Pakistan Risks Terror Financing 'Blacklist', Says Global Watchdog

W460

A global anti-corruption body warned Friday that Pakistan could join a blacklist of nations failing to fight money laundering and terror financing unless it changed course within four months.

"Despite a high level commitment by Pakistan to fix these weaknesses, Pakistan has not made enough progress," Xiangmin Liu, president of the Financial Action Task Force (FATF), said in Paris.

"If by February 2020 the country has not made significant progress, we will consider further actions which potentially could include placing the country... on the blacklist," he said.

Pakistan has been on the FATF's so-called grey list since 2018, when it agreed to an "action list" of 27 measures to curb illicit money transfers used by terror groups operating in the country.

So far it has sufficiently addressed only five of them, the FATF said after this week's plenary meeting in Paris, where it is based.

Pakistan had been on the FATF blacklist for years before it was removed in 2015 following "significant progress" in fighting terror financing.

Prime Minister Imran Khan, elected last year, has been struggling to stamp out terror threats while coming under pressure over painful austerity measures taken to rectify a shaky economy and conform to the terms of its latest IMF bailout.

"The Pakistani government has demonstrated strong political will to implement its action plan," Liu said.

"We will provide all the necessary training and assistance, and we have called on our members and our global network to help in that regard," he added.
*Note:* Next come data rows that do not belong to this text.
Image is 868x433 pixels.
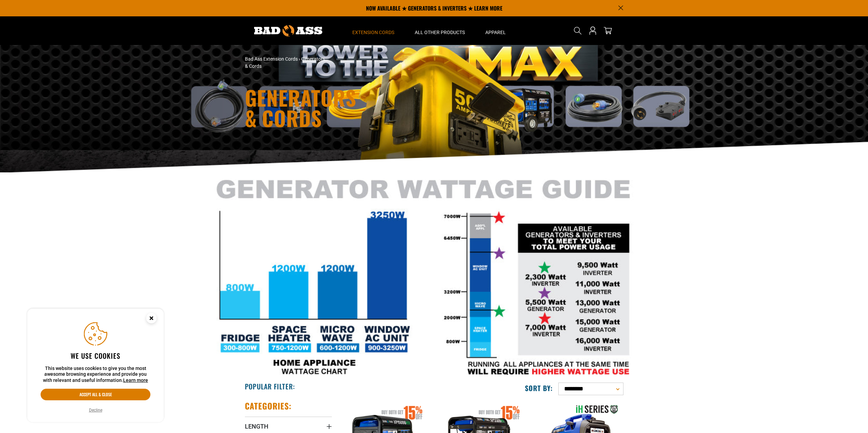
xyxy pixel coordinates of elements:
[245,382,295,391] h2: Popular Filter:
[27,309,163,423] aside: Cookie Consent
[123,378,148,383] a: Learn more
[254,25,322,36] img: Bad Ass Extension Cords
[87,407,104,414] button: Decline
[404,16,475,45] summary: All Other Products
[41,389,150,400] button: Accept all & close
[41,352,150,361] h2: We use cookies
[41,366,150,383] p: This website uses cookies to give you the most awesome browsing experience and provide you with r...
[245,400,292,412] h2: Categories:
[299,56,300,61] span: ›
[475,16,516,45] summary: Apparel
[245,87,494,128] h1: Generators & Cords
[572,25,583,36] summary: Search
[342,16,404,45] summary: Extension Cords
[525,383,553,392] label: Sort by:
[485,30,506,35] span: Apparel
[245,423,268,431] span: Length
[415,30,465,35] span: All Other Products
[352,30,394,35] span: Extension Cords
[245,55,494,70] nav: breadcrumbs
[245,56,298,61] a: Bad Ass Extension Cords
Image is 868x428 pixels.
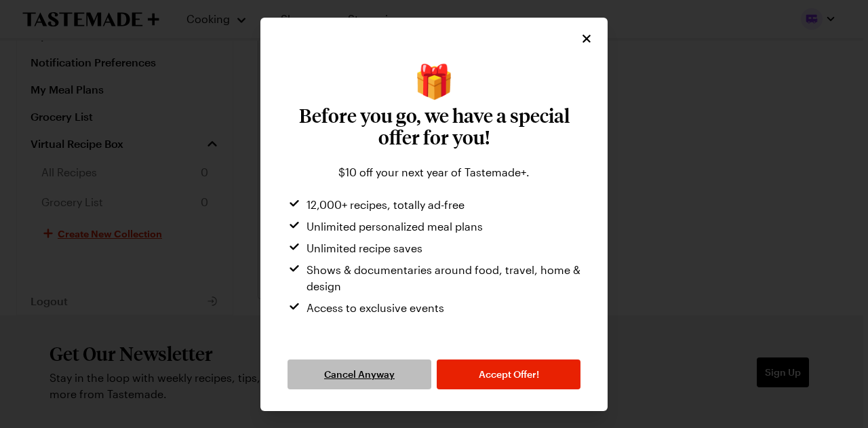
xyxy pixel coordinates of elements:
[135,79,146,90] img: tab_keywords_by_traffic_grey.svg
[150,80,229,89] div: Keywords by Traffic
[52,80,122,89] div: Domain Overview
[579,31,594,46] button: Close
[325,368,394,382] span: Cancel Anyway
[287,360,432,389] button: Cancel Anyway
[36,79,47,90] img: tab_domain_overview_orange.svg
[306,218,483,235] span: Unlimited personalized meal plans
[306,262,581,294] span: Shows & documentaries around food, travel, home & design
[306,240,423,256] span: Unlimited recipe saves
[306,197,464,213] span: 12,000+ recipes, totally ad-free
[413,64,455,97] span: wrapped present emoji
[38,22,66,33] div: v 4.0.25
[35,35,149,46] div: Domain: [DOMAIN_NAME]
[479,368,539,382] span: Accept Offer!
[287,104,581,148] h3: Before you go, we have a special offer for you!
[306,300,444,316] span: Access to exclusive events
[437,360,581,389] button: Accept Offer!
[287,164,581,180] div: $10 off your next year of Tastemade+.
[22,22,33,33] img: logo_orange.svg
[22,35,33,46] img: website_grey.svg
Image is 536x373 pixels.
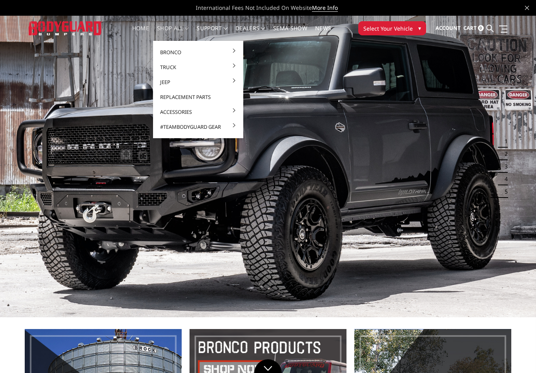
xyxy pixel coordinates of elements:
a: Jeep [156,75,240,90]
a: More Info [312,4,338,12]
a: News [315,26,331,41]
button: 2 of 5 [500,148,508,160]
a: Replacement Parts [156,90,240,104]
span: ▾ [419,24,421,32]
a: shop all [157,26,189,41]
a: Dealers [236,26,265,41]
a: SEMA Show [273,26,307,41]
a: Home [132,26,149,41]
span: Account [436,24,461,31]
a: Account [436,18,461,39]
span: 0 [478,25,484,31]
button: 3 of 5 [500,160,508,173]
button: 4 of 5 [500,173,508,185]
a: Cart 0 [464,18,484,39]
button: Select Your Vehicle [358,21,426,35]
button: 1 of 5 [500,135,508,148]
a: Accessories [156,104,240,119]
button: 5 of 5 [500,185,508,198]
a: Bronco [156,45,240,60]
a: Support [197,26,228,41]
span: Select Your Vehicle [364,24,413,33]
span: Cart [464,24,477,31]
a: Truck [156,60,240,75]
a: #TeamBodyguard Gear [156,119,240,134]
img: BODYGUARD BUMPERS [29,21,102,36]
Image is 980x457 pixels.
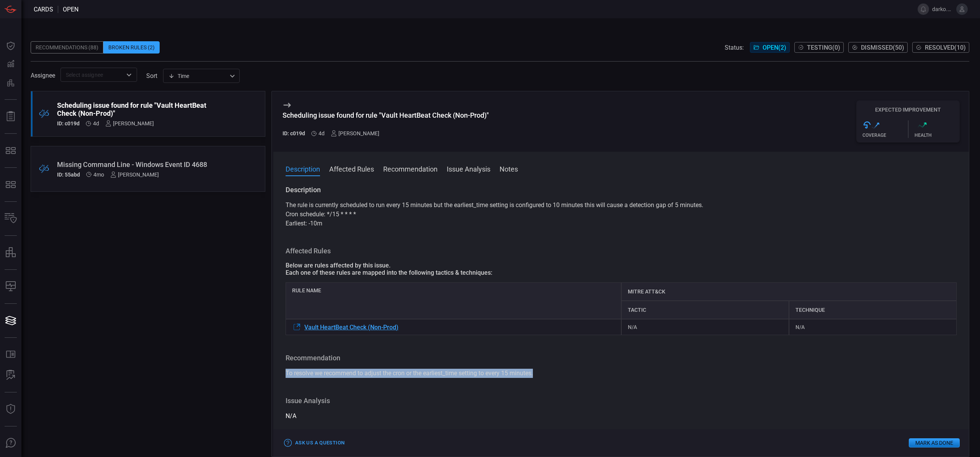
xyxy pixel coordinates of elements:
[31,42,103,53] div: Recommendations (88)
[724,44,744,51] span: Status:
[499,164,518,173] button: Notes
[62,70,122,79] input: Select assignee
[856,107,959,113] h5: Expected Improvement
[331,130,380,136] div: [PERSON_NAME]
[286,247,956,256] h3: Affected Rules
[2,277,20,296] button: Compliance Monitoring
[305,324,399,331] span: Vault HeartBeat Check (Non-Prod)
[762,44,787,51] span: Open ( 2 )
[2,142,20,160] button: MITRE - Exposures
[914,133,960,138] div: Health
[103,42,160,53] div: Broken Rules (2)
[848,42,908,52] button: Dismissed(50)
[2,346,20,364] button: Rule Catalog
[57,101,210,117] div: Scheduling issue found for rule "Vault HeartBeat Check (Non-Prod)"
[909,439,959,448] button: Mark as Done
[2,244,20,262] button: assets
[93,172,104,178] span: Jun 10, 2025 5:47 PM
[286,219,956,228] p: Earliest: -10m
[794,42,843,52] button: Testing(0)
[57,120,80,126] h5: ID: c019d
[862,133,908,138] div: Coverage
[2,37,20,55] button: Dashboard
[2,367,20,385] button: ALERT ANALYSIS
[286,164,320,173] button: Description
[2,210,20,228] button: Inventory
[286,396,956,421] div: N/A
[2,107,20,126] button: Reports
[932,6,953,13] span: darko.blagojevic
[749,42,789,52] button: Open(2)
[925,44,966,51] span: Resolved ( 10 )
[105,120,154,126] div: [PERSON_NAME]
[110,172,159,178] div: [PERSON_NAME]
[2,175,20,194] button: MITRE - Detection Posture
[146,72,157,79] label: sort
[318,130,325,136] span: Oct 05, 2025 3:18 PM
[286,201,956,210] p: The rule is currently scheduled to run every 15 minutes but the earliest_time setting is configur...
[2,55,20,73] button: Detections
[2,312,20,330] button: Cards
[292,322,399,331] a: Vault HeartBeat Check (Non-Prod)
[286,283,621,320] div: Rule Name
[861,44,904,51] span: Dismissed ( 50 )
[62,5,79,13] span: open
[282,111,489,119] div: Scheduling issue found for rule "Vault HeartBeat Check (Non-Prod)"
[2,400,20,419] button: Threat Intelligence
[447,164,490,173] button: Issue Analysis
[912,42,969,52] button: Resolved(10)
[621,320,789,335] div: N/A
[286,269,956,276] div: Each one of these rules are mapped into the following tactics & techniques:
[93,120,99,126] span: Oct 05, 2025 3:18 PM
[31,72,55,79] span: Assignee
[282,437,346,449] button: Ask Us a Question
[789,301,956,320] div: Technique
[286,396,956,406] h3: Issue Analysis
[168,72,227,79] div: Time
[286,354,956,363] h3: Recommendation
[124,70,135,80] button: Open
[806,44,840,51] span: Testing ( 0 )
[789,320,956,335] div: N/A
[2,434,20,452] button: Ask Us A Question
[329,164,374,173] button: Affected Rules
[286,210,956,219] p: Cron schedule: */15 * * * *
[57,161,210,169] div: Missing Command Line - Windows Event ID 4688
[2,73,20,92] button: Preventions
[286,185,956,194] h3: Description
[57,172,80,178] h5: ID: 55abd
[282,130,305,136] h5: ID: c019d
[621,301,789,320] div: Tactic
[286,369,532,377] span: To resolve we recommend to adjust the cron or the earliest_time setting to every 15 minutes.
[33,5,53,13] span: Cards
[286,262,956,269] div: Below are rules affected by this issue.
[383,164,438,173] button: Recommendation
[621,283,956,301] div: MITRE ATT&CK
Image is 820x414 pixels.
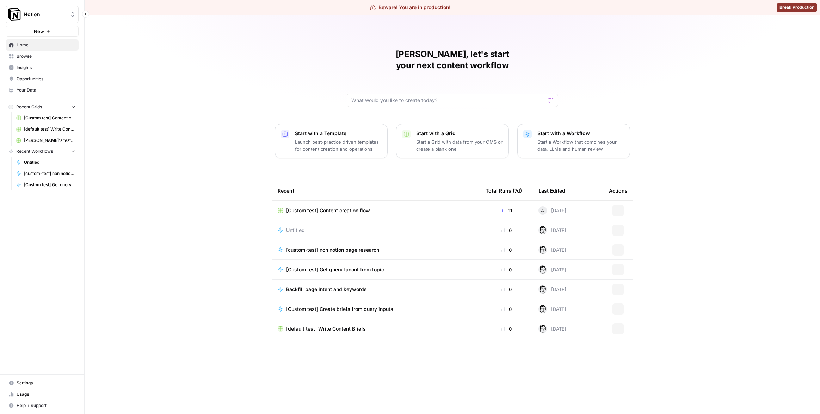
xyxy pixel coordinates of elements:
a: Settings [6,378,79,389]
span: Insights [17,64,75,71]
span: [Custom test] Get query fanout from topic [286,266,384,273]
a: [default test] Write Content Briefs [13,124,79,135]
p: Start with a Grid [416,130,503,137]
div: [DATE] [538,266,566,274]
div: Recent [278,181,474,200]
span: [custom-test] non notion page research [286,247,379,254]
span: [Custom test] Content creation flow [24,115,75,121]
div: 0 [485,306,527,313]
a: [Custom test] Content creation flow [278,207,474,214]
span: Notion [24,11,66,18]
div: Last Edited [538,181,565,200]
p: Start a Workflow that combines your data, LLMs and human review [537,138,624,152]
div: 0 [485,227,527,234]
button: Start with a WorkflowStart a Workflow that combines your data, LLMs and human review [517,124,630,158]
span: Opportunities [17,76,75,82]
div: [DATE] [538,246,566,254]
button: New [6,26,79,37]
span: [Custom test] Content creation flow [286,207,370,214]
p: Start a Grid with data from your CMS or create a blank one [416,138,503,152]
span: Untitled [286,227,305,234]
a: Insights [6,62,79,73]
a: Your Data [6,85,79,96]
button: Start with a GridStart a Grid with data from your CMS or create a blank one [396,124,509,158]
img: ygx76vswflo5630il17c0dd006mi [538,325,547,333]
a: Backfill page intent and keywords [278,286,474,293]
div: Beware! You are in production! [370,4,450,11]
a: Home [6,39,79,51]
div: [DATE] [538,285,566,294]
div: 0 [485,325,527,332]
button: Workspace: Notion [6,6,79,23]
span: Backfill page intent and keywords [286,286,367,293]
button: Break Production [776,3,817,12]
div: Total Runs (7d) [485,181,522,200]
span: Recent Workflows [16,148,53,155]
div: 11 [485,207,527,214]
span: [Custom test] Get query fanout from topic [24,182,75,188]
a: [Custom test] Get query fanout from topic [13,179,79,191]
h1: [PERSON_NAME], let's start your next content workflow [347,49,558,71]
span: Recent Grids [16,104,42,110]
span: [default test] Write Content Briefs [286,325,366,332]
div: [DATE] [538,305,566,313]
img: Notion Logo [8,8,21,21]
div: 0 [485,286,527,293]
div: 0 [485,266,527,273]
img: ygx76vswflo5630il17c0dd006mi [538,226,547,235]
span: [custom-test] non notion page research [24,170,75,177]
a: [custom-test] non notion page research [13,168,79,179]
button: Recent Grids [6,102,79,112]
a: Usage [6,389,79,400]
input: What would you like to create today? [351,97,545,104]
span: [PERSON_NAME]'s test Grid [24,137,75,144]
a: Untitled [278,227,474,234]
span: [default test] Write Content Briefs [24,126,75,132]
img: ygx76vswflo5630il17c0dd006mi [538,266,547,274]
span: [Custom test] Create briefs from query inputs [286,306,393,313]
a: [Custom test] Get query fanout from topic [278,266,474,273]
div: [DATE] [538,206,566,215]
img: ygx76vswflo5630il17c0dd006mi [538,305,547,313]
span: Break Production [779,4,814,11]
button: Help + Support [6,400,79,411]
span: Untitled [24,159,75,166]
a: [Custom test] Content creation flow [13,112,79,124]
span: Help + Support [17,403,75,409]
a: [Custom test] Create briefs from query inputs [278,306,474,313]
span: A [541,207,544,214]
button: Recent Workflows [6,146,79,157]
span: Settings [17,380,75,386]
a: [custom-test] non notion page research [278,247,474,254]
div: Actions [609,181,627,200]
p: Start with a Template [295,130,381,137]
span: Usage [17,391,75,398]
span: Your Data [17,87,75,93]
img: ygx76vswflo5630il17c0dd006mi [538,246,547,254]
p: Start with a Workflow [537,130,624,137]
img: ygx76vswflo5630il17c0dd006mi [538,285,547,294]
p: Launch best-practice driven templates for content creation and operations [295,138,381,152]
div: [DATE] [538,325,566,333]
a: Opportunities [6,73,79,85]
span: New [34,28,44,35]
a: [default test] Write Content Briefs [278,325,474,332]
div: 0 [485,247,527,254]
a: [PERSON_NAME]'s test Grid [13,135,79,146]
span: Browse [17,53,75,60]
a: Browse [6,51,79,62]
a: Untitled [13,157,79,168]
button: Start with a TemplateLaunch best-practice driven templates for content creation and operations [275,124,387,158]
span: Home [17,42,75,48]
div: [DATE] [538,226,566,235]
Only two countries, North Korea and Iran, are on the FATF blacklist, which severely crimps their access to the global financial system as well as international aid.

On Iran, already straining under United States sanctions imposed after Washington pulled out of a 2015 deal to curb Tehran's nuclear activities, Liu said "not enough progress has been made in addressing the serious terror financing threat it poses."

As a result, FATF members moved this week to re-impose a serious of countermeasures including audits of Iranian bank branches and subsidiaries abroad.

The stricter controls would return permanently if no action is taken by the FATF's plenary meeting in February 2020, Liu said.